═════ Available data

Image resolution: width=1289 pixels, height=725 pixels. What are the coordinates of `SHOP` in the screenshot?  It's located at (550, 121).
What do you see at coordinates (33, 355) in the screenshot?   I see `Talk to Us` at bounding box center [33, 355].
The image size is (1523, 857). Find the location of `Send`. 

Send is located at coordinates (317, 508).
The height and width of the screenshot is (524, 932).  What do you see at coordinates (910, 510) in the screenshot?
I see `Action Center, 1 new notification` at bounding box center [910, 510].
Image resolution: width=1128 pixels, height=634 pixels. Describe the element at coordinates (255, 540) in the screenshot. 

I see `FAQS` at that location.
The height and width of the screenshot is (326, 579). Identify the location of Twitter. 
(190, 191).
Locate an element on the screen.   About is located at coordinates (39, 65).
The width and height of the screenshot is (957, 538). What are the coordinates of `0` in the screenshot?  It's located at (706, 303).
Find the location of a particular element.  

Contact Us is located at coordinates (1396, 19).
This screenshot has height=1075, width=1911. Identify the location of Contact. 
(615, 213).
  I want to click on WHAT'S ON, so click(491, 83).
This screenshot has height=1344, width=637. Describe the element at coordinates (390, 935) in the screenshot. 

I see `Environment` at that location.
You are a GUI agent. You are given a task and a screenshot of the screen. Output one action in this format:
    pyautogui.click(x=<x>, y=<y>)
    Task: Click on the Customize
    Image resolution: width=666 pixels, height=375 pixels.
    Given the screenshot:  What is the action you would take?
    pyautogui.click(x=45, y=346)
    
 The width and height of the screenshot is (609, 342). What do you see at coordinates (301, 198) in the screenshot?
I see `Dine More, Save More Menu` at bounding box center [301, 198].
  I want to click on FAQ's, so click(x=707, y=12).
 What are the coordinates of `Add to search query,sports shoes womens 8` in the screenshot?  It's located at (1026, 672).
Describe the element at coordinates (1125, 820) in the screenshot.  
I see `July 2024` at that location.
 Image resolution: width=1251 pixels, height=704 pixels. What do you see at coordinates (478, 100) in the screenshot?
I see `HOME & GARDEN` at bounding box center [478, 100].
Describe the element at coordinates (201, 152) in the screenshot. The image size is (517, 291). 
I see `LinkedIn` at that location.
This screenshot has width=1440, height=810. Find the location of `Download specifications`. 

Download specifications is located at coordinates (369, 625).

══════════

* [What to produce]
Taking the entries above, write out exactly the lines starting with the line containing "Image resolution: width=1128" and going on through the line containing "Image resolution: width=666", both included, and nothing else.

* [Answer space]
Image resolution: width=1128 pixels, height=634 pixels. Describe the element at coordinates (255, 540) in the screenshot. 

I see `FAQS` at that location.
The height and width of the screenshot is (326, 579). Identify the location of Twitter. 
(190, 191).
Locate an element on the screen.   About is located at coordinates (39, 65).
The width and height of the screenshot is (957, 538). What are the coordinates of `0` in the screenshot?  It's located at (706, 303).
Find the location of a particular element.  

Contact Us is located at coordinates (1396, 19).
This screenshot has height=1075, width=1911. Identify the location of Contact. 
(615, 213).
  I want to click on WHAT'S ON, so click(491, 83).
This screenshot has height=1344, width=637. Describe the element at coordinates (390, 935) in the screenshot. 

I see `Environment` at that location.
You are a GUI agent. You are given a task and a screenshot of the screen. Output one action in this format:
    pyautogui.click(x=<x>, y=<y>)
    Task: Click on the Customize
    Image resolution: width=666 pixels, height=375 pixels.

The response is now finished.